I was asked the following question in a comment replying to my last article looking at the carbon emissions factor of electricity in the UK, and the implications of a shift to direct electric heating that the SAP 10 is likely to encourage. My reply wouldn’t fit in a post so here’s another article!

Electric heating alternatives

Hi Emma

This is a super hard question, that we struggle with daily at Greengauge! Despite the concerns I raise about the way SAP is promoting electric heating, this is ultimately the way we will end up going. It is also important to acknowledge the difference between direct electric heating and heat pumps; the latter ‘leverage’ electrical energy via renewable, low-grade ambient heat (mostly in the air or ground). The thing I worry about is SAP 10 effectively encouraging developers to fit direct electric heating, which is cheap to install, but expensive and not necessarily low-carbon to run.

If in the medium term we have to discount all fossil fuels and leave then in the ground (which we do), and we acknowledge the problems of biomass (air pollution, the ‘carbon burp’, ecological footprint) at least on a large scale, it’s got to be electricity. So we’ve got to come up with ways of making that work, that don’t involve higher carbon impact during peak hours and the winter. That can’t be done with renewables alone, so storage technologies come into play, both inter-seasonal and diurnal. The former is only feasible at large scale, but the sheer amount of energy necessary to heat our buildings currently means this would be an enormous infrastructure project. Enormous as in orders of magnitude bigger than anything ever done before.

You asked for stats: Dinorwig can deliver 11GWh – I’ve just done a back of the envelope calc; let’s assume a reasonably efficient new home at 50kWh/m2 p.a. of heat demand, at 100m2, over a 200 day heating season would need 25kWh of heat input on an average day (not a peak demand, cold winter day). On that basis Dinorwig will do about half a million reasonably efficient homes for one average day. So then there’s a further 24.5 million homes, many of which are much less efficient than my assumption, and the rest of the year to consider…

In terms of local storage, the newer Tesla Powerwall has a 13.5 kWh capacity, so not enough but not a million miles away, and if we leverage that via a heat pump, we might be onto something. However, we’ve not started thinking about hot water, lighting and so on yet. And don’t forget all these electric cars we’re all being encouraged to switch to. There’s also the cost. The powerwall is currently listed at about £6,000, and a simple ASHP install would be at least £4,000, often a lot more.

Neither of these solutions (pumped storage hydro or domestic scale batteries) are appropriate for inter-seasonal storage which is necessary to harness the huge amounts of PV we’re installing, which tend to generate exactly when we don’t need to do space heating.

Load-shifting via demand response is another possible way of mitigating the impacts. a simple way of doing that is the old Economy 7 tariffs and storage heaters, but most people would agree storage heaters are not a great solution. Home batteries could play a role here, but again, we’re talking 24 hours or maybe a few days if throw money at it – these options don’t address inter-seasonal issues.

Currently, I’m not aware of any technology that has got off the drawing board that could be scaled up to provide a meaningful contribution to inter-seasonal storage of electricity – even with heat the feasibility for scale just isn’t really there. For the new Primary Energy (renewable) factors in PHPP, I believe the Passivhaus institute looked at underground storage of synthesised gas as the most feasible idea, but even that is an unproven technology.

Simply put, I can’t currently see a feasible way of heating our buildings via renewable electricity. I would therefore argue that rather than trying to match the national space heating demand, we crush it.

To do this we could immediately crank up new-build standards so that the amount of space heat energy required is close to zero. This is possible – we, and other designers, have delivered new housing in the last few years in which the occupants have yet to, or rarely, switch on the heating. That’s a real game changer, because all the feasibility problems associated with scale become much more solvable. Again, part of the problem with this is policy design, and how this can be set up by government to avoid the performance gap.

This does not of course address the challenge of the existing stock, which is much more difficult. It is possible to retrofit many, but not all of our buildings to the levels of insulation necessary, but it’s not cheap, and in the wake of the green deal fiasco, there is not the political will to go there. There are also technical risks, many to do with moisture, with retrofitting, which are not widely enough understood in the industry. There are however some really exciting projects being delivered at the moment, that suggest for the >£10k you might spend on a battery and a heat pump, an impressive energy saving can be achieved. Take a look at Energiesprong if you’re not already familiar. The pilot projects are coming in more expensive but they will come down in cost as they are scaled up.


YOUR INSTRUCTIONS: Write out exactly the lines below from the one containing "The image size is (1247, 592)." to the last, both ends kept, and nothing more; skip all pictures.

(Stored items)
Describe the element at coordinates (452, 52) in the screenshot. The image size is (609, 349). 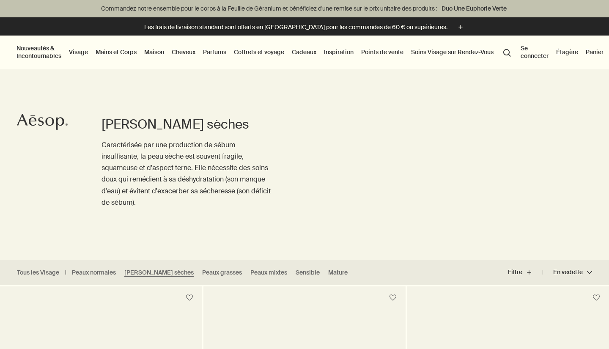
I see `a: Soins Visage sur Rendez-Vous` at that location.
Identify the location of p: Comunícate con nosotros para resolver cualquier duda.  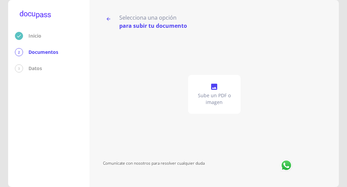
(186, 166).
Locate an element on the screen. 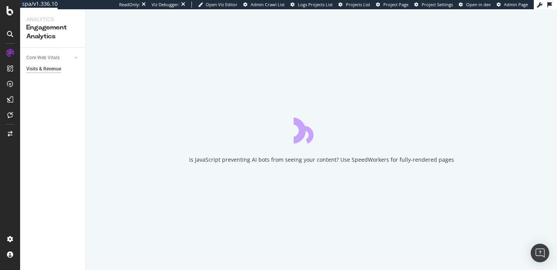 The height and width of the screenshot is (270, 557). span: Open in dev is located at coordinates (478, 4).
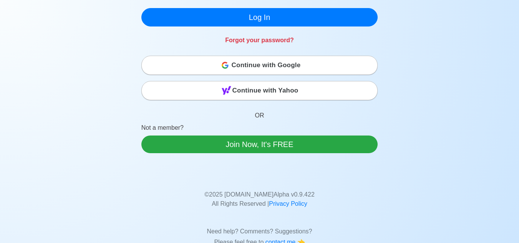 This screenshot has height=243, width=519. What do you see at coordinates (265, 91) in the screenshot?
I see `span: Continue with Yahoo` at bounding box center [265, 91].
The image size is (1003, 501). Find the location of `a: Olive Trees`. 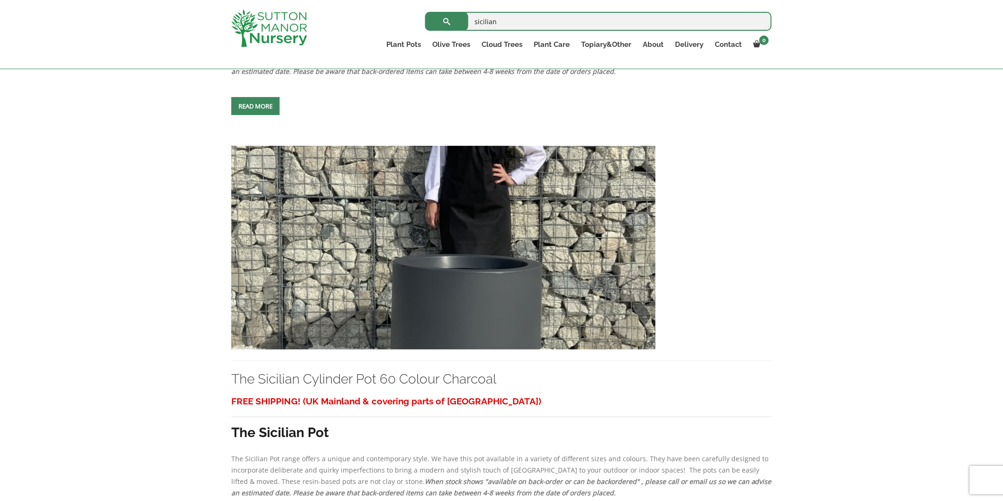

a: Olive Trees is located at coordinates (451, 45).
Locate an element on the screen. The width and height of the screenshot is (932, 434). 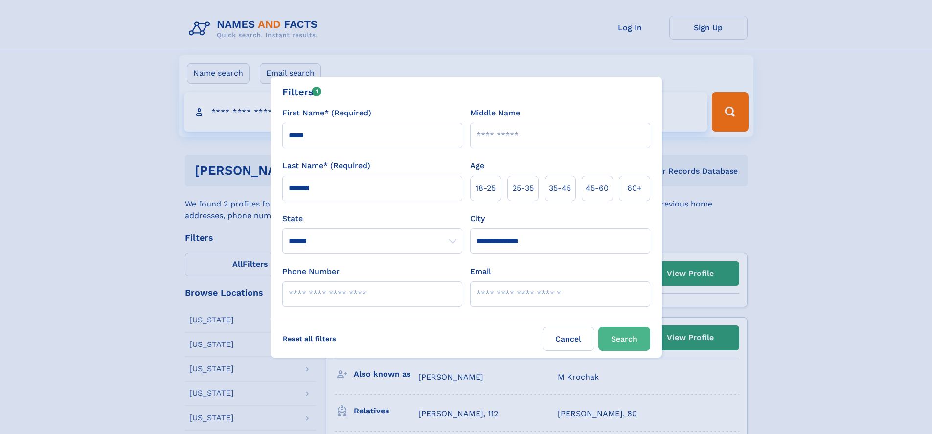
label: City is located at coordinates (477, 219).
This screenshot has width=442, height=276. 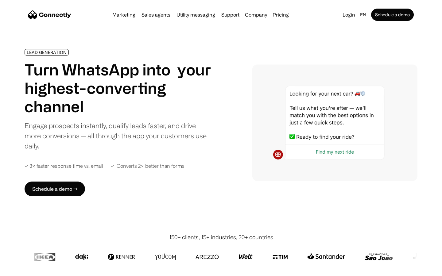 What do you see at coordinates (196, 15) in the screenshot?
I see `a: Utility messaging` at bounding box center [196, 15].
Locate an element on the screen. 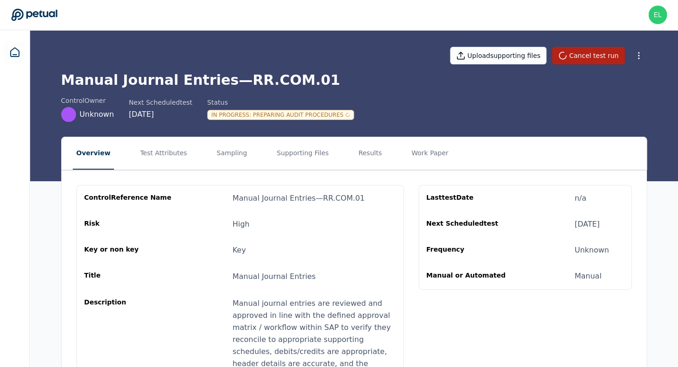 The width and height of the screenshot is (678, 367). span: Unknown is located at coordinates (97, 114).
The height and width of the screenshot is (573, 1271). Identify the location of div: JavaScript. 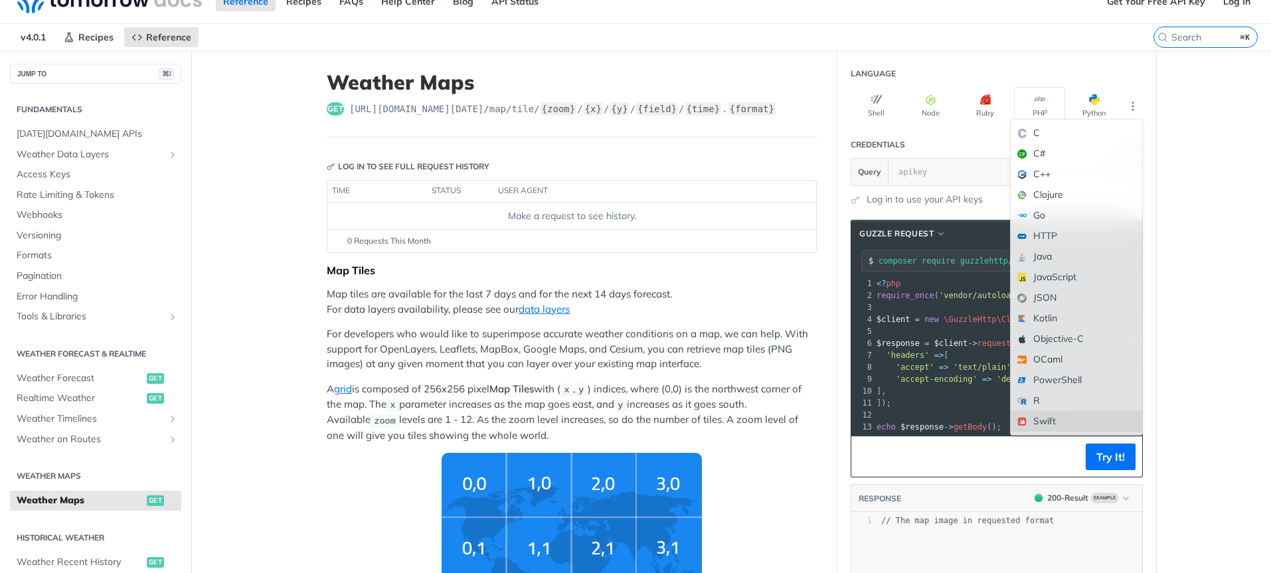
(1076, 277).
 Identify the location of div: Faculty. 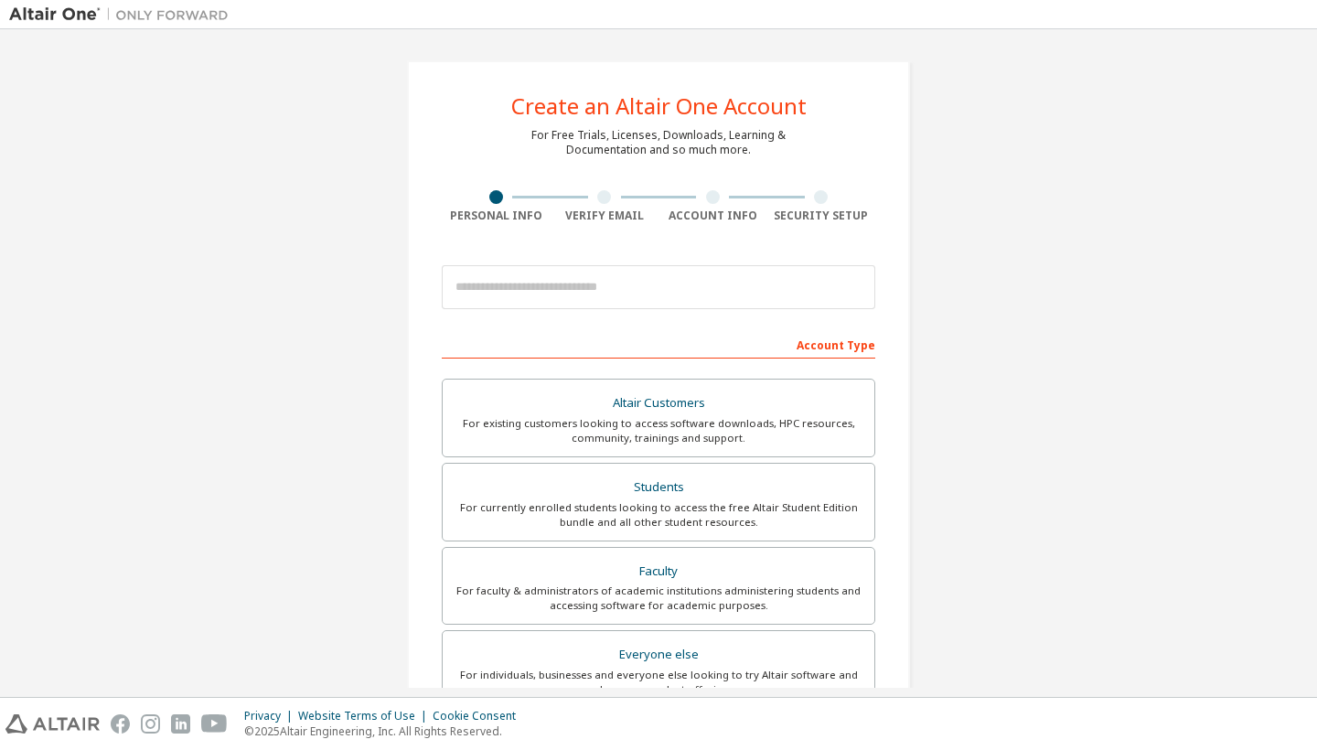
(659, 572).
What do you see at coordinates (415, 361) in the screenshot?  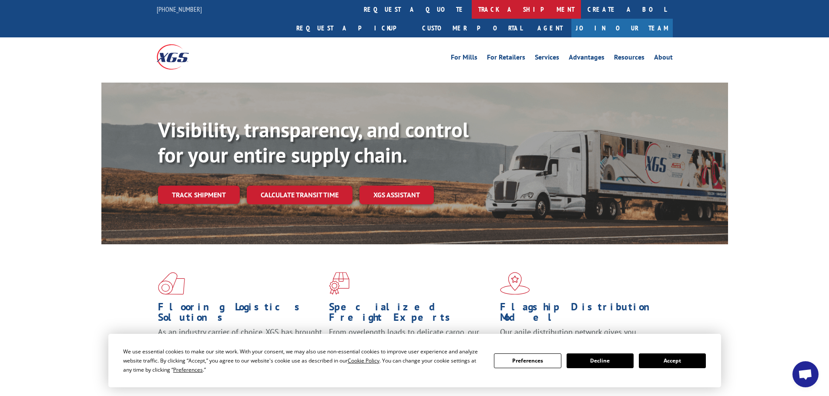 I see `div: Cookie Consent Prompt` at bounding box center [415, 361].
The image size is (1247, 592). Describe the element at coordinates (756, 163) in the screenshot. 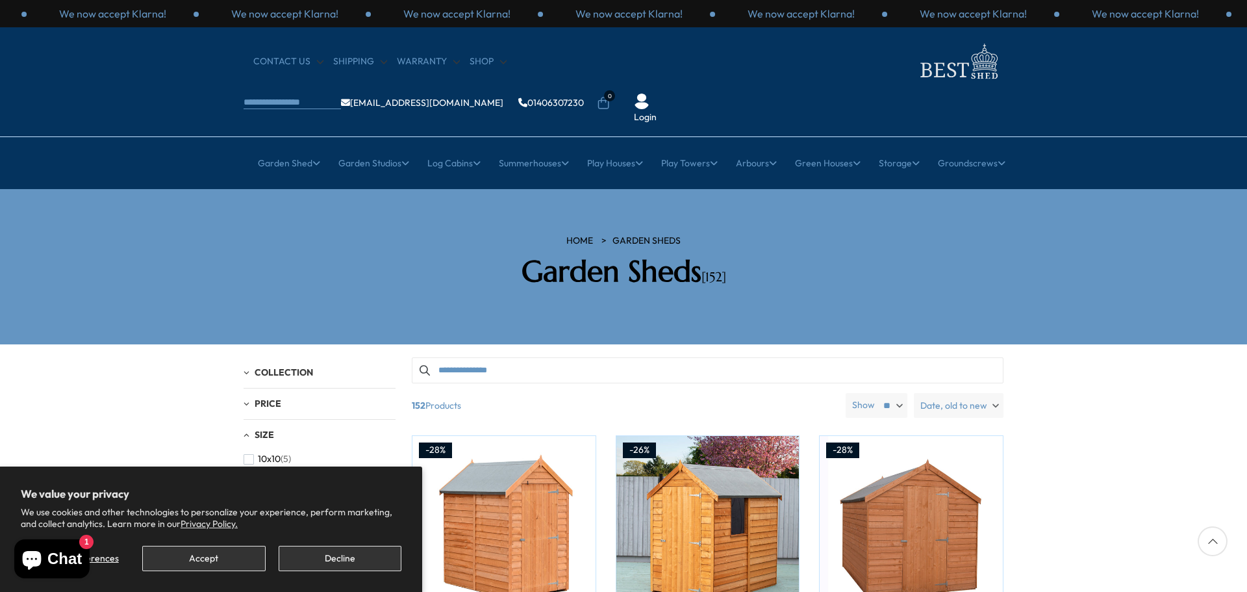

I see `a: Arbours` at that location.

YOUR SOLUTION:
The image size is (1247, 592). Describe the element at coordinates (756, 163) in the screenshot. 

I see `a: Arbours` at that location.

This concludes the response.